The data that follows should be copied out exactly.

BEGIN DATASET

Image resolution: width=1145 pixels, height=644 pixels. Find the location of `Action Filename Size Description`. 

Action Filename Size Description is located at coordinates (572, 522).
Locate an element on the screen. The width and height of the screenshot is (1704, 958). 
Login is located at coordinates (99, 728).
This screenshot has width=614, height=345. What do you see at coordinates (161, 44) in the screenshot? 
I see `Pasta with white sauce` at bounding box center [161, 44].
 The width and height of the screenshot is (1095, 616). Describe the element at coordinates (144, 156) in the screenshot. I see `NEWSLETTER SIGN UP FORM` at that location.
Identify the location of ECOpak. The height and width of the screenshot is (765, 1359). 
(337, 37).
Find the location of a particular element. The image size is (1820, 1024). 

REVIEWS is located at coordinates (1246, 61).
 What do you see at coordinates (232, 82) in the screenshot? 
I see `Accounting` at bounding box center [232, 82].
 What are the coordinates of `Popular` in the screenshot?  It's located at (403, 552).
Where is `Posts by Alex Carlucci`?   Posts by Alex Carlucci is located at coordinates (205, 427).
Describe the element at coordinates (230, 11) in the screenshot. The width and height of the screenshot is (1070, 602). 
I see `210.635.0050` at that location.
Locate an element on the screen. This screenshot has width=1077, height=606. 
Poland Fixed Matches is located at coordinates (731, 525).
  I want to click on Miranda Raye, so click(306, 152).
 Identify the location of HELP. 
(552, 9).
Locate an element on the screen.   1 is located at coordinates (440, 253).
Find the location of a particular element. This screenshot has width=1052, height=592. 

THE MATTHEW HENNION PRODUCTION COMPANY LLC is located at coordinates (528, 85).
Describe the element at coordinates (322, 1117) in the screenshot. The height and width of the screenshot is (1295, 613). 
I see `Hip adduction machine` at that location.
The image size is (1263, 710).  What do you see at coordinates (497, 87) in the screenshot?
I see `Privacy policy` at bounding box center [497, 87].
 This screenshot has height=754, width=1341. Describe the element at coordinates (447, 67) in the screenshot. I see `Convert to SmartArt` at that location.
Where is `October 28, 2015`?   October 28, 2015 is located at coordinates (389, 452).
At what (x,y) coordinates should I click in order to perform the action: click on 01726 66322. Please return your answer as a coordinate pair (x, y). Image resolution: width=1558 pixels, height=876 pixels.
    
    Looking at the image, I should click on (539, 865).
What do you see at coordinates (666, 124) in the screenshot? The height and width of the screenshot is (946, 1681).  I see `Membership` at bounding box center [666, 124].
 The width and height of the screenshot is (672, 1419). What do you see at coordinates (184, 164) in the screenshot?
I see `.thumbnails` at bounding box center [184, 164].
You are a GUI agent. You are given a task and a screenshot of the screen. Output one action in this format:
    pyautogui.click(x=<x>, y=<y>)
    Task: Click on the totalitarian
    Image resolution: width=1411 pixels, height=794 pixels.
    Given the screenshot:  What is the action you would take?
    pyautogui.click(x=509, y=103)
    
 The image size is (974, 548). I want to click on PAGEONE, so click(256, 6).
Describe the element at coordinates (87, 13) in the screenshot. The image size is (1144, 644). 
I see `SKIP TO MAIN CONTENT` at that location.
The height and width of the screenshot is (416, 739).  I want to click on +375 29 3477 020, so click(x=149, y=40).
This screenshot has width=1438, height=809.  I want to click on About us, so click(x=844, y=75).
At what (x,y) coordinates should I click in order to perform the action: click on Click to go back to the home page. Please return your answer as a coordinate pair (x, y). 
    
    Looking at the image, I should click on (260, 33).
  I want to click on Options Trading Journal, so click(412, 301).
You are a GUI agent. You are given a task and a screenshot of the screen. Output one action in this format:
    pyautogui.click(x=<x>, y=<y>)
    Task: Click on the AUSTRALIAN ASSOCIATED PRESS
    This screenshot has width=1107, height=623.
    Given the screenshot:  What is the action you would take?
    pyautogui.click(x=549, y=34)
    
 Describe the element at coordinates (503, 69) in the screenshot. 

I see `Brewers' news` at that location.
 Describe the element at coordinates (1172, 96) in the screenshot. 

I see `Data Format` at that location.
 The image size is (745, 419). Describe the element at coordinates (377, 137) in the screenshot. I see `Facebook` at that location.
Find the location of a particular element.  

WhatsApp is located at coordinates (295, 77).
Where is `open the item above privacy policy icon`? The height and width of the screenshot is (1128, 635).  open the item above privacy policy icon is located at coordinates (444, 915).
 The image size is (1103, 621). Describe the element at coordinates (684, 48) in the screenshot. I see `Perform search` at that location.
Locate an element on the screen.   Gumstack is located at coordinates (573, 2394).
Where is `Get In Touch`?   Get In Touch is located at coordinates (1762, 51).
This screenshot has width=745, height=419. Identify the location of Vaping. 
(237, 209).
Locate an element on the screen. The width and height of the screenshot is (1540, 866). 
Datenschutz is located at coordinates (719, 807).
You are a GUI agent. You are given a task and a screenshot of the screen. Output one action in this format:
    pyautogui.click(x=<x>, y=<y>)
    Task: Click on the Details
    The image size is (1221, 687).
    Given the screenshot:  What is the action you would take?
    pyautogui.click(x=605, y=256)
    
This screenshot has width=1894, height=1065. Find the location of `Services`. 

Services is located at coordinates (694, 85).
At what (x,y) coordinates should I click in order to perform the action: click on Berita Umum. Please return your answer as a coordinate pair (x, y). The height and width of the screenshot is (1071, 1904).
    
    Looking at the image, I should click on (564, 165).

END DATASET

ANSWER BOX.
Image resolution: width=1145 pixels, height=644 pixels. Find the location of `Action Filename Size Description`. 

Action Filename Size Description is located at coordinates (572, 522).
Locate an element on the screen. The width and height of the screenshot is (1704, 958). 
Login is located at coordinates (99, 728).
This screenshot has width=614, height=345. What do you see at coordinates (161, 44) in the screenshot? 
I see `Pasta with white sauce` at bounding box center [161, 44].
 The width and height of the screenshot is (1095, 616). Describe the element at coordinates (144, 156) in the screenshot. I see `NEWSLETTER SIGN UP FORM` at that location.
Identify the location of ECOpak. The height and width of the screenshot is (765, 1359). 
(337, 37).
Find the location of a particular element. The image size is (1820, 1024). 

REVIEWS is located at coordinates (1246, 61).
 What do you see at coordinates (232, 82) in the screenshot? 
I see `Accounting` at bounding box center [232, 82].
 What are the coordinates of `Popular` in the screenshot?  It's located at (403, 552).
Where is `Posts by Alex Carlucci`?   Posts by Alex Carlucci is located at coordinates (205, 427).
Describe the element at coordinates (230, 11) in the screenshot. The width and height of the screenshot is (1070, 602). 
I see `210.635.0050` at that location.
Locate an element on the screen. This screenshot has width=1077, height=606. 
Poland Fixed Matches is located at coordinates (731, 525).
  I want to click on Miranda Raye, so click(306, 152).
 Identify the location of HELP. 
(552, 9).
Locate an element on the screen.   1 is located at coordinates (440, 253).
Find the location of a particular element. This screenshot has width=1052, height=592. 

THE MATTHEW HENNION PRODUCTION COMPANY LLC is located at coordinates (528, 85).
Describe the element at coordinates (322, 1117) in the screenshot. The height and width of the screenshot is (1295, 613). 
I see `Hip adduction machine` at that location.
The image size is (1263, 710).  What do you see at coordinates (497, 87) in the screenshot?
I see `Privacy policy` at bounding box center [497, 87].
 This screenshot has height=754, width=1341. Describe the element at coordinates (447, 67) in the screenshot. I see `Convert to SmartArt` at that location.
Where is `October 28, 2015`?   October 28, 2015 is located at coordinates (389, 452).
At what (x,y) coordinates should I click in order to perform the action: click on 01726 66322. Please return your answer as a coordinate pair (x, y). Image resolution: width=1558 pixels, height=876 pixels.
    
    Looking at the image, I should click on (539, 865).
What do you see at coordinates (666, 124) in the screenshot? The height and width of the screenshot is (946, 1681).  I see `Membership` at bounding box center [666, 124].
 The width and height of the screenshot is (672, 1419). What do you see at coordinates (184, 164) in the screenshot?
I see `.thumbnails` at bounding box center [184, 164].
You are a GUI agent. You are given a task and a screenshot of the screen. Output one action in this format:
    pyautogui.click(x=<x>, y=<y>)
    Task: Click on the totalitarian
    Image resolution: width=1411 pixels, height=794 pixels.
    Given the screenshot:  What is the action you would take?
    pyautogui.click(x=509, y=103)
    
 The image size is (974, 548). I want to click on PAGEONE, so click(256, 6).
Describe the element at coordinates (87, 13) in the screenshot. The image size is (1144, 644). 
I see `SKIP TO MAIN CONTENT` at that location.
The height and width of the screenshot is (416, 739).  I want to click on +375 29 3477 020, so click(x=149, y=40).
This screenshot has width=1438, height=809.  I want to click on About us, so click(x=844, y=75).
At what (x,y) coordinates should I click in order to perform the action: click on Click to go back to the home page. Please return your answer as a coordinate pair (x, y). 
    
    Looking at the image, I should click on (260, 33).
  I want to click on Options Trading Journal, so click(412, 301).
You are a GUI agent. You are given a task and a screenshot of the screen. Output one action in this format:
    pyautogui.click(x=<x>, y=<y>)
    Task: Click on the AUSTRALIAN ASSOCIATED PRESS
    This screenshot has width=1107, height=623.
    Given the screenshot:  What is the action you would take?
    pyautogui.click(x=549, y=34)
    
 Describe the element at coordinates (503, 69) in the screenshot. 

I see `Brewers' news` at that location.
 Describe the element at coordinates (1172, 96) in the screenshot. 

I see `Data Format` at that location.
 The image size is (745, 419). Describe the element at coordinates (377, 137) in the screenshot. I see `Facebook` at that location.
Find the location of a particular element.  

WhatsApp is located at coordinates (295, 77).
Where is `open the item above privacy policy icon`? The height and width of the screenshot is (1128, 635).  open the item above privacy policy icon is located at coordinates (444, 915).
 The image size is (1103, 621). Describe the element at coordinates (684, 48) in the screenshot. I see `Perform search` at that location.
Locate an element on the screen.   Gumstack is located at coordinates (573, 2394).
Where is `Get In Touch`?   Get In Touch is located at coordinates (1762, 51).
This screenshot has width=745, height=419. Identify the location of Vaping. 
(237, 209).
Locate an element on the screen. The width and height of the screenshot is (1540, 866). 
Datenschutz is located at coordinates (719, 807).
You are a GUI agent. You are given a task and a screenshot of the screen. Output one action in this format:
    pyautogui.click(x=<x>, y=<y>)
    Task: Click on the Details
    The image size is (1221, 687).
    Given the screenshot:  What is the action you would take?
    pyautogui.click(x=605, y=256)
    
This screenshot has width=1894, height=1065. Find the location of `Services`. 

Services is located at coordinates (694, 85).
At what (x,y) coordinates should I click in order to perform the action: click on Berita Umum. Please return your answer as a coordinate pair (x, y). The height and width of the screenshot is (1071, 1904).
    
    Looking at the image, I should click on (564, 165).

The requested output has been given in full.